Kamloops Residential School Mass Grave
May 31, 2021 23:06:51 GMT
furnaceface, fordprefect, and 1 more like this
Post by drcor on May 31, 2021 23:06:51 GMT
This is a downer topic, but one I think it's important to bring up with my people. Elliot Friedman did so in his 31 Thoughts, which I appreciate.
It's an altogether too common refrain that this was a well meaning program to integrate indigenous peoples. When the historical record shows the opposite. Government officials attested to what we would now refer to as the cultural genocidal intent of residential schooling in official documents. Duncan Campbell Scott called the policy "the final solution to the Indian problem". If that sounds eerily resonant of the Holocaust, it should. Hitler biographers such as John Toland detail how inspired Hitler had been by North American Indian policies. More than 100,000 First Nations, Métis, and Inuit children passed through Residential schools; at least 1:20 died (a similar rate to Canadian POWs in Nazi camps).
It is easy to make the claim that they were doing what they thought was right. This, in historical thinking terms is called "prudential relevance" i.e., was this considered morally problematic in the time, or are we holding them to a present-day standard that they hadn't thought of. The answer clearly is they knew it was wrong. As early as 1891, some priests were raising concerns about the inability of schools to provide the necessities of life to children. Those who raised concerns were sent away from these schools (in much the same way that objecting Nazi soldiers were reassigned, and those "problem priests" or "nuns" with histories of abuse, were sent to the schools in their place. The Canadian Chief Medical Examiner Peter H. Bryce detailed as early as 1907 the horrors occurring in these schools. Not only were they ignored and dismissed by Duncan Campbell Scott
, the government of Canada actively suppressed them until Bryce published his report in 1922 against the will of the government. He called his report "A National Crime" nationtalk.ca/story/dr-peter-henderson-bryce-a-story-of-courage
. Among these, but not limited to them was physical, mental, and sexual abuse of children, forced starvation and experimental withholding of specific nutrients, solitary confinement, hard labour, separation from siblings, unsanitary living conditions, and a lack of parental skill development which has led to generations of trauma to follow.
We can make things right, but first we have to acknowledge the depth of our wrongs.
It's an altogether too common refrain that this was a well meaning program to integrate indigenous peoples. When the historical record shows the opposite. Government officials attested to what we would now refer to as the cultural genocidal intent of residential schooling in official documents. Duncan Campbell Scott called the policy "the final solution to the Indian problem". If that sounds eerily resonant of the Holocaust, it should. Hitler biographers such as John Toland detail how inspired Hitler had been by North American Indian policies. More than 100,000 First Nations, Métis, and Inuit children passed through Residential schools; at least 1:20 died (a similar rate to Canadian POWs in Nazi camps).
It is easy to make the claim that they were doing what they thought was right. This, in historical thinking terms is called "prudential relevance" i.e., was this considered morally problematic in the time, or are we holding them to a present-day standard that they hadn't thought of. The answer clearly is they knew it was wrong. As early as 1891, some priests were raising concerns about the inability of schools to provide the necessities of life to children. Those who raised concerns were sent away from these schools (in much the same way that objecting Nazi soldiers were reassigned, and those "problem priests" or "nuns" with histories of abuse, were sent to the schools in their place. The Canadian Chief Medical Examiner Peter H. Bryce detailed as early as 1907 the horrors occurring in these schools. Not only were they ignored and dismissed by Duncan Campbell Scott
, the government of Canada actively suppressed them until Bryce published his report in 1922 against the will of the government. He called his report "A National Crime" nationtalk.ca/story/dr-peter-henderson-bryce-a-story-of-courage
. Among these, but not limited to them was physical, mental, and sexual abuse of children, forced starvation and experimental withholding of specific nutrients, solitary confinement, hard labour, separation from siblings, unsanitary living conditions, and a lack of parental skill development which has led to generations of trauma to follow.
We can make things right, but first we have to acknowledge the depth of our wrongs.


Exercise details
Among the entries below, please show each line that carries the word "minus".

———

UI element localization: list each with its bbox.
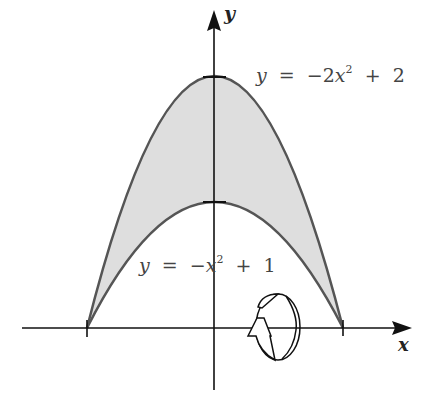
revolution-region-diagram: y x y = −2x2 + 2 y = −x2 + 1 [0, 0, 444, 415]
upper-const: 2 [393, 64, 405, 86]
upper-plus: + [365, 64, 381, 86]
upper-curve-equation: y = −2x2 + 2 [256, 64, 405, 86]
lower-curve-equation: y = −x2 + 1 [139, 254, 276, 276]
x-axis-label: x [398, 334, 409, 355]
upper-exp: 2 [346, 63, 353, 76]
y-axis-label: y [224, 2, 235, 24]
lower-lhs: y [139, 254, 150, 276]
upper-minus: − [307, 64, 323, 86]
x-axis-arrow-icon [392, 321, 412, 335]
lower-plus: + [236, 254, 252, 276]
lower-minus: − [190, 254, 206, 276]
lower-const: 1 [264, 254, 276, 276]
lower-equals: = [162, 254, 178, 276]
diagram-canvas [0, 0, 444, 415]
upper-lhs: y [256, 64, 267, 86]
upper-var: x [335, 64, 346, 86]
upper-coef: 2 [323, 64, 335, 86]
rotation-about-x-axis-icon [248, 294, 300, 360]
y-axis-arrow-icon [207, 10, 221, 31]
lower-exp: 2 [216, 253, 223, 266]
upper-equals: = [279, 64, 295, 86]
lower-var: x [206, 254, 217, 276]
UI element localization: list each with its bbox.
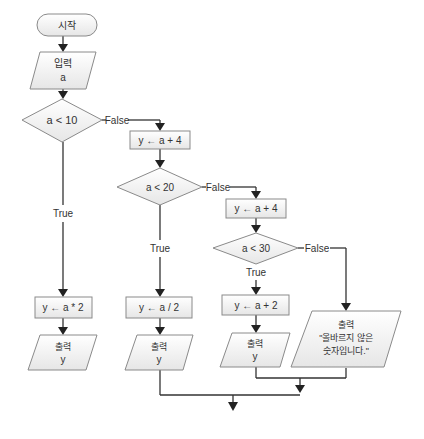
process1-label: y ← a + 4 xyxy=(138,135,182,146)
process-a-div-2-label: y ← a / 2 xyxy=(139,302,179,313)
output-y-middle: 출력 y xyxy=(125,335,193,370)
input-label: 입력 xyxy=(54,57,72,69)
output1-variable: y xyxy=(61,354,66,365)
input-parallelogram: 입력 a xyxy=(30,52,96,89)
process-a-div-2: y ← a / 2 xyxy=(126,297,192,318)
decision1-false-label: False xyxy=(105,115,130,126)
output1-label: 출력 xyxy=(55,341,71,352)
output-y-right: 출력 y xyxy=(220,333,290,367)
decision2-condition: a < 20 xyxy=(146,182,175,193)
output-error-line3: 숫자입니다." xyxy=(323,345,369,356)
decision3-false-label: False xyxy=(305,243,330,254)
decision2-false-label: False xyxy=(206,182,231,193)
output-error-label: 출력 xyxy=(338,319,354,330)
process-a-plus-4-first: y ← a + 4 xyxy=(130,131,190,149)
decision1-condition: a < 10 xyxy=(47,114,78,126)
decision1-true-label: True xyxy=(53,208,74,219)
output-error-line2: "올바르지 않은 xyxy=(319,333,373,343)
output2-label: 출력 xyxy=(151,341,167,352)
flowchart: 시작 입력 a a < 10 False True y ← a + 4 a < … xyxy=(0,0,424,439)
decision3-true-label: True xyxy=(246,267,267,278)
decision-a-lt-10: a < 10 xyxy=(22,99,102,142)
output2-variable: y xyxy=(157,354,162,365)
start-label: 시작 xyxy=(58,20,76,31)
process-a-times-2-label: y ← a * 2 xyxy=(42,302,84,313)
output3-variable: y xyxy=(253,351,258,362)
output3-label: 출력 xyxy=(247,338,263,349)
process-a-plus-2-label: y ← a + 2 xyxy=(234,300,278,311)
decision-a-lt-30: a < 30 xyxy=(213,233,298,264)
process-a-plus-4-second: y ← a + 4 xyxy=(226,199,286,218)
output-y-left: 출력 y xyxy=(28,335,97,370)
output-error-message: 출력 "올바르지 않은 숫자입니다." xyxy=(291,311,401,367)
process2-label: y ← a + 4 xyxy=(234,203,278,214)
process-a-times-2: y ← a * 2 xyxy=(35,297,92,318)
start-terminal: 시작 xyxy=(37,14,97,36)
decision-a-lt-20: a < 20 xyxy=(117,168,202,205)
decision3-condition: a < 30 xyxy=(242,243,271,254)
process-a-plus-2: y ← a + 2 xyxy=(222,295,289,315)
decision2-true-label: True xyxy=(150,243,171,254)
input-variable: a xyxy=(60,72,66,83)
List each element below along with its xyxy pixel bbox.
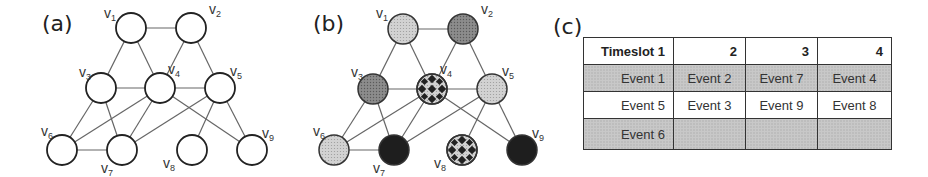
svg-text:v9: v9	[532, 125, 544, 143]
svg-text:v2: v2	[209, 1, 221, 19]
svg-text:v3: v3	[79, 64, 91, 82]
panel-label-b: (b)	[313, 11, 344, 36]
table-cell: Event 7	[746, 65, 818, 92]
svg-text:v1: v1	[104, 5, 116, 23]
node-v2-dark	[448, 14, 478, 44]
svg-text:v5: v5	[230, 63, 242, 81]
table-cell: Event 3	[674, 92, 746, 119]
svg-text:v1: v1	[376, 5, 388, 23]
table-cell	[746, 119, 818, 150]
panel-label-a: (a)	[42, 11, 73, 36]
svg-text:v6: v6	[41, 123, 53, 141]
svg-text:v4: v4	[440, 61, 452, 79]
timeslot-table: Timeslot 1 2 3 4 Event 1 Event 2 Event 7…	[583, 37, 892, 150]
table-cell: Event 2	[674, 65, 746, 92]
svg-text:v8: v8	[163, 155, 175, 173]
graph-a-nodes	[47, 13, 267, 165]
node-v8	[177, 135, 207, 165]
table-cell: Event 1	[584, 65, 674, 92]
table-row: Event 6	[584, 119, 892, 150]
table-cell	[818, 119, 892, 150]
node-v2	[176, 13, 206, 43]
header-cell: 4	[818, 38, 892, 65]
svg-text:v5: v5	[502, 63, 514, 81]
table-cell: Event 6	[584, 119, 674, 150]
svg-text:v3: v3	[351, 64, 363, 82]
panel-label-c: (c)	[553, 14, 582, 39]
svg-text:v2: v2	[481, 1, 493, 19]
node-v7-black	[379, 135, 409, 165]
node-v4-checker	[417, 74, 447, 104]
header-cell: Timeslot 1	[584, 38, 674, 65]
node-v7	[107, 135, 137, 165]
table-row: Event 5 Event 3 Event 9 Event 8	[584, 92, 892, 119]
table-row: Event 1 Event 2 Event 7 Event 4	[584, 65, 892, 92]
table-cell: Event 8	[818, 92, 892, 119]
svg-text:v6: v6	[313, 123, 325, 141]
table-cell	[674, 119, 746, 150]
node-v8-checker	[447, 135, 477, 165]
node-v1	[116, 13, 146, 43]
svg-text:v7: v7	[373, 160, 385, 177]
table-cell: Event 4	[818, 65, 892, 92]
table-cell: Event 5	[584, 92, 674, 119]
svg-text:v8: v8	[434, 155, 446, 173]
graph-b-nodes	[319, 14, 537, 165]
node-v4	[145, 73, 175, 103]
node-v1-light	[388, 14, 418, 44]
header-cell: 3	[746, 38, 818, 65]
svg-text:v9: v9	[262, 125, 274, 143]
table-header-row: Timeslot 1 2 3 4	[584, 38, 892, 65]
table-cell: Event 9	[746, 92, 818, 119]
svg-text:v4: v4	[168, 61, 180, 79]
svg-text:v7: v7	[101, 160, 113, 177]
header-cell: 2	[674, 38, 746, 65]
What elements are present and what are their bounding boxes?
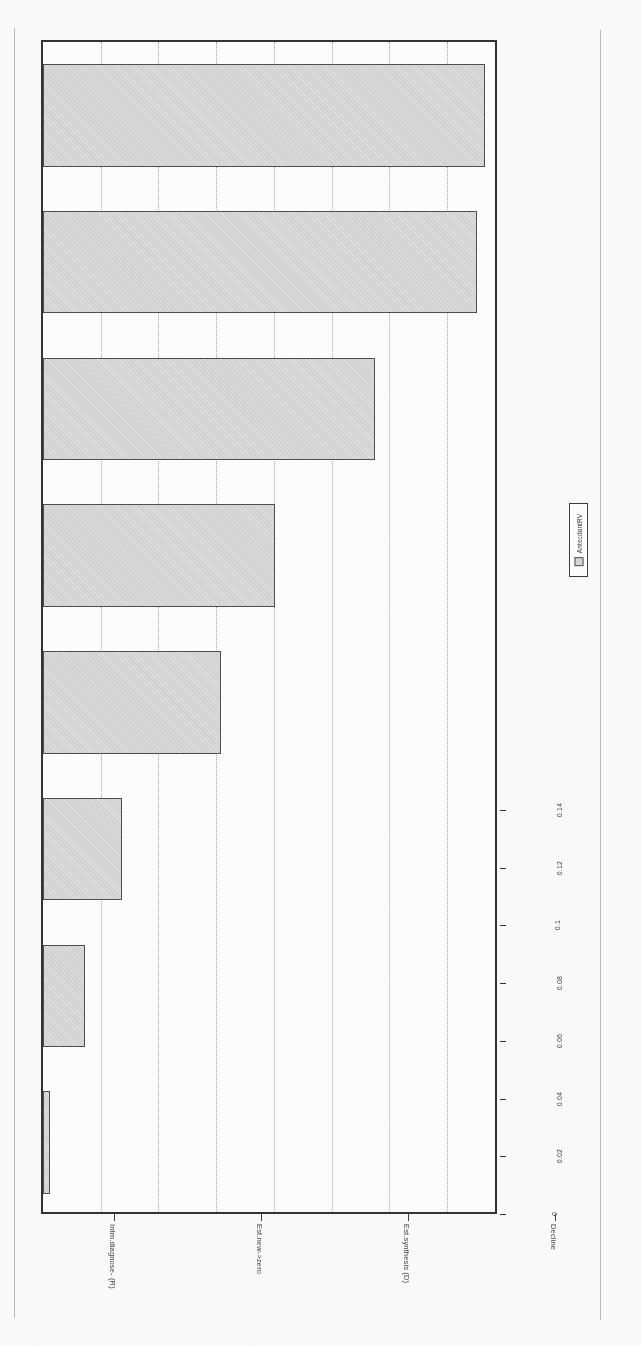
category-label: Decline	[549, 1224, 558, 1250]
value-axis: 00.020.040.060.080.10.120.14	[500, 40, 570, 1214]
legend-label: AntecdantRV	[575, 514, 582, 553]
legend-swatch-antecdantrv	[574, 557, 583, 566]
axis-tick-mark	[500, 1156, 506, 1157]
page-margin-rule-left	[14, 28, 15, 1318]
bar	[43, 64, 485, 167]
legend-box: AntecdantRV	[569, 503, 588, 577]
bar	[43, 1091, 50, 1194]
category-label: Intm.diagnose- (R)	[108, 1224, 117, 1289]
axis-tick-label: 0.1	[554, 920, 561, 930]
category-tick-mark	[555, 1214, 556, 1221]
bar	[43, 358, 375, 461]
axis-tick-mark	[500, 1099, 506, 1100]
axis-tick-mark	[500, 983, 506, 984]
page-margin-rule-right	[600, 30, 601, 1320]
bar	[43, 651, 221, 754]
axis-tick-mark	[500, 925, 506, 926]
scanned-page: Proximity plot 00.020.040.060.080.10.120…	[0, 0, 641, 1346]
bar	[43, 211, 477, 314]
axis-tick-mark	[500, 868, 506, 869]
axis-tick-mark	[500, 1041, 506, 1042]
category-label: Est.synthesis (D)	[402, 1224, 411, 1283]
axis-tick-label: 0.06	[556, 1034, 563, 1048]
category-axis: Intm.diagnose- (R)Est.new->zeroEst.synth…	[41, 1214, 497, 1324]
category-tick-mark	[114, 1214, 115, 1221]
bar	[43, 504, 275, 607]
axis-tick-label: 0.08	[556, 976, 563, 990]
bar	[43, 945, 85, 1048]
category-tick-mark	[261, 1214, 262, 1221]
category-tick-mark	[408, 1214, 409, 1221]
axis-tick-label: 0.04	[556, 1091, 563, 1105]
axis-tick-label: 0.02	[556, 1149, 563, 1163]
axis-tick-label: 0.12	[556, 860, 563, 874]
plot-area	[41, 40, 497, 1214]
bar	[43, 798, 122, 901]
axis-tick-label: 0.14	[556, 803, 563, 817]
category-label: Est.new->zero	[255, 1224, 264, 1274]
axis-tick-mark	[500, 1214, 506, 1215]
axis-tick-mark	[500, 810, 506, 811]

———

Answer to the exercise
upper-minus: − [307, 64, 323, 86]
lower-minus: − [190, 254, 206, 276]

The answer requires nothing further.